Conditional Rendering of Slots

Learn how to render slots based on a conditio, using Vue 3 Composition API.


If your component accepts slots, sometimes you'll want to check if they have been provided (or not). Why? For various reasons. You might want to add specific styles using a div as a wrapper and ensure that you don't render it if there is no content — slot — to display, avoiding an empty HTML element.

Hence the conditional rendering.

Check for the existence of content for a slot

Now, how do you achieve this? With the Options API, it's straightforward because all the slots of a component are available in the object $slots. If your component has at least one slot, it will be available under $slots.default. If it has more than one slot, invoking $slots will give you an array of VNodes using their names as keys.

With this understanding, we can check if there is content for a slot and decide what to do.

<!-- MyComponent.vue instantiation-->
<MyComponent>
        <p>Slot content</p>
</MyComponent>
JS
<!-- MyComponent.vue -->
<template>
  <div>
    <h1>Slots FTW 🔥</h1>
        <div v-if="$slots.default" class="">
            <slot />    
        </div>
    <slot name="one" />
    <slot name="two" />
  </div>
</template>

Practical Case with the Composition API

I recently encountered a scenario where I wanted to use a component recursively. The difference between implementations is that in some cases, content will be passed to its slot, and in others, it won't.

For simplicity, I have created a small demo where we have a component called TableRow.vue that accepts a slot. Inside the component, we can access the list of slots with the helper useSlots, and, with a computed property, decide whether to render its content or not.

JS
import { useSlots, computed } from 'vue';
const slots = useSlots()
const hasExtraContent = computed(() => !!slots.extra);

If this is the first time you've seen the !! operator (actually, it's not an operator, it's the ! operator twice), don't worry. The first ! converts the value into its opposite boolean version, while the second ! inverts the boolean value. It's a modern way to convert an object to its Boolean equivalent. Boolean() performs the same action.

Now we can use hasExtraContent to check if the slot extra has content.

<template>
  <div class="file">
    ...
    <div v-if="hasExtraContent">
      <slot name="extra" />
    </div>
    ...
  </div>
</template>

Demo

Juan Andrés Núñez
Juan Andrés Núñez
Frontend Engineer. Vue.js Specialist. Professional Teacher. Stoic.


:: WORK ORDER ::
Omitting every picture, output the records below exactly, please.

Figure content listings

· · ·

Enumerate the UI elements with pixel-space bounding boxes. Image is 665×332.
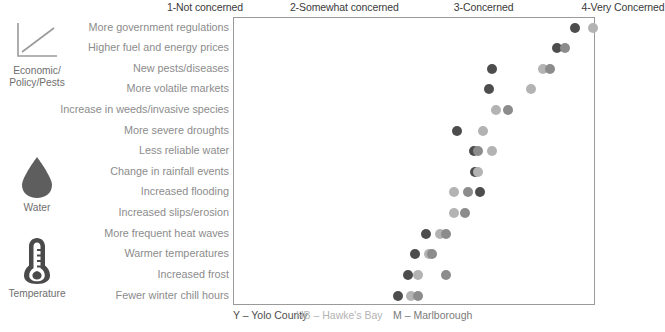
category-row-labels: More government regulationsHigher fuel a…: [70, 17, 229, 305]
data-point-HB-6: [487, 146, 497, 156]
x-axis-tick-labels: 1-Not concerned2-Somewhat concerned3-Con…: [233, 1, 595, 17]
row-label-1: Higher fuel and energy prices: [88, 41, 229, 53]
x-axis-tick-label-3: 3-Concerned: [454, 1, 514, 13]
data-point-Y-12: [403, 270, 413, 280]
chart-legend: Y – Yolo CountyHB – Hawke's BayM – Marlb…: [233, 309, 595, 327]
row-label-4: Increase in weeds/invasive species: [60, 103, 229, 115]
data-point-Y-11: [410, 249, 420, 259]
category-group-temperature-label: Temperature: [4, 288, 70, 300]
row-label-9: Increased slips/erosion: [119, 206, 229, 218]
data-point-HB-12: [413, 270, 423, 280]
data-point-HB-5: [478, 126, 488, 136]
row-label-8: Increased flooding: [141, 185, 229, 197]
data-point-HB-8: [449, 187, 459, 197]
category-group-water: Water: [4, 155, 70, 214]
row-label-12: Increased frost: [158, 268, 229, 280]
data-point-Y-3: [484, 84, 494, 94]
data-point-Y-13: [393, 291, 403, 301]
row-label-6: Less reliable water: [139, 144, 229, 156]
data-point-M-12: [441, 270, 451, 280]
water-drop-icon: [18, 155, 56, 199]
plot-frame: [233, 17, 595, 305]
thermometer-icon: [22, 237, 52, 285]
row-label-5: More severe droughts: [124, 124, 229, 136]
data-point-M-6: [473, 146, 483, 156]
category-group-economic-label-line2: Policy/Pests: [4, 77, 70, 89]
category-group-water-label: Water: [4, 202, 70, 214]
row-label-3: More volatile markets: [126, 82, 229, 94]
row-label-13: Fewer winter chill hours: [116, 289, 229, 301]
data-point-Y-0: [570, 23, 580, 33]
legend-entry-1: HB – Hawke's Bay: [296, 309, 383, 321]
data-point-M-10: [441, 229, 451, 239]
row-label-2: New pests/diseases: [133, 62, 229, 74]
data-point-Y-5: [452, 126, 462, 136]
data-point-M-4: [503, 105, 513, 115]
data-point-Y-10: [421, 229, 431, 239]
row-label-0: More government regulations: [89, 21, 229, 33]
data-point-Y-2: [487, 64, 497, 74]
category-group-temperature: Temperature: [4, 237, 70, 300]
data-point-HB-4: [491, 105, 501, 115]
x-axis-tick-label-1: 1-Not concerned: [167, 1, 243, 13]
data-point-HB-9: [449, 208, 459, 218]
data-point-M-8: [463, 187, 473, 197]
data-point-HB-3: [526, 84, 536, 94]
x-axis-tick-label-2: 2-Somewhat concerned: [290, 1, 399, 13]
x-axis-tick-label-4: 4-Very Concerned: [581, 1, 664, 13]
row-label-7: Change in rainfall events: [110, 165, 229, 177]
data-point-HB-7: [473, 167, 483, 177]
data-point-M-2: [545, 64, 555, 74]
row-label-11: Warmer temperatures: [124, 247, 229, 259]
category-group-economic-label-line1: Economic/: [4, 65, 70, 77]
data-point-HB-0: [588, 23, 598, 33]
category-group-economic: Economic/ Policy/Pests: [4, 20, 70, 89]
data-point-M-11: [427, 249, 437, 259]
plot-area: [234, 18, 594, 304]
data-point-Y-8: [475, 187, 485, 197]
legend-entry-2: M – Marlborough: [393, 309, 472, 321]
row-label-10: More frequent heat waves: [104, 227, 229, 239]
data-point-M-1: [560, 43, 570, 53]
data-point-M-9: [460, 208, 470, 218]
line-chart-icon: [14, 20, 60, 62]
data-point-M-13: [413, 291, 423, 301]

· · ·

:: RESULT ::
Enumerate the UI elements with pixel-space bounding boxes. Image is 665×332.
category-row-labels: More government regulationsHigher fuel a…: [70, 17, 229, 305]
data-point-HB-6: [487, 146, 497, 156]
x-axis-tick-labels: 1-Not concerned2-Somewhat concerned3-Con…: [233, 1, 595, 17]
row-label-1: Higher fuel and energy prices: [88, 41, 229, 53]
x-axis-tick-label-3: 3-Concerned: [454, 1, 514, 13]
data-point-Y-12: [403, 270, 413, 280]
chart-legend: Y – Yolo CountyHB – Hawke's BayM – Marlb…: [233, 309, 595, 327]
row-label-4: Increase in weeds/invasive species: [60, 103, 229, 115]
data-point-Y-11: [410, 249, 420, 259]
category-group-temperature-label: Temperature: [4, 288, 70, 300]
row-label-9: Increased slips/erosion: [119, 206, 229, 218]
data-point-HB-12: [413, 270, 423, 280]
data-point-HB-5: [478, 126, 488, 136]
row-label-8: Increased flooding: [141, 185, 229, 197]
data-point-HB-8: [449, 187, 459, 197]
category-group-water: Water: [4, 155, 70, 214]
row-label-12: Increased frost: [158, 268, 229, 280]
data-point-Y-3: [484, 84, 494, 94]
data-point-Y-13: [393, 291, 403, 301]
row-label-6: Less reliable water: [139, 144, 229, 156]
data-point-M-12: [441, 270, 451, 280]
water-drop-icon: [18, 155, 56, 199]
plot-frame: [233, 17, 595, 305]
thermometer-icon: [22, 237, 52, 285]
row-label-5: More severe droughts: [124, 124, 229, 136]
data-point-M-6: [473, 146, 483, 156]
category-group-economic-label-line2: Policy/Pests: [4, 77, 70, 89]
category-group-water-label: Water: [4, 202, 70, 214]
row-label-3: More volatile markets: [126, 82, 229, 94]
row-label-13: Fewer winter chill hours: [116, 289, 229, 301]
data-point-Y-0: [570, 23, 580, 33]
legend-entry-1: HB – Hawke's Bay: [296, 309, 383, 321]
data-point-M-10: [441, 229, 451, 239]
row-label-2: New pests/diseases: [133, 62, 229, 74]
data-point-Y-5: [452, 126, 462, 136]
data-point-M-4: [503, 105, 513, 115]
data-point-Y-10: [421, 229, 431, 239]
row-label-0: More government regulations: [89, 21, 229, 33]
data-point-Y-2: [487, 64, 497, 74]
category-group-temperature: Temperature: [4, 237, 70, 300]
data-point-HB-4: [491, 105, 501, 115]
x-axis-tick-label-1: 1-Not concerned: [167, 1, 243, 13]
data-point-HB-9: [449, 208, 459, 218]
data-point-M-8: [463, 187, 473, 197]
data-point-HB-3: [526, 84, 536, 94]
x-axis-tick-label-2: 2-Somewhat concerned: [290, 1, 399, 13]
x-axis-tick-label-4: 4-Very Concerned: [581, 1, 664, 13]
row-label-7: Change in rainfall events: [110, 165, 229, 177]
data-point-HB-7: [473, 167, 483, 177]
data-point-M-2: [545, 64, 555, 74]
row-label-11: Warmer temperatures: [124, 247, 229, 259]
category-group-economic-label-line1: Economic/: [4, 65, 70, 77]
data-point-HB-0: [588, 23, 598, 33]
category-group-economic: Economic/ Policy/Pests: [4, 20, 70, 89]
data-point-M-11: [427, 249, 437, 259]
plot-area: [234, 18, 594, 304]
data-point-Y-8: [475, 187, 485, 197]
legend-entry-2: M – Marlborough: [393, 309, 472, 321]
row-label-10: More frequent heat waves: [104, 227, 229, 239]
data-point-M-1: [560, 43, 570, 53]
data-point-M-9: [460, 208, 470, 218]
line-chart-icon: [14, 20, 60, 62]
data-point-M-13: [413, 291, 423, 301]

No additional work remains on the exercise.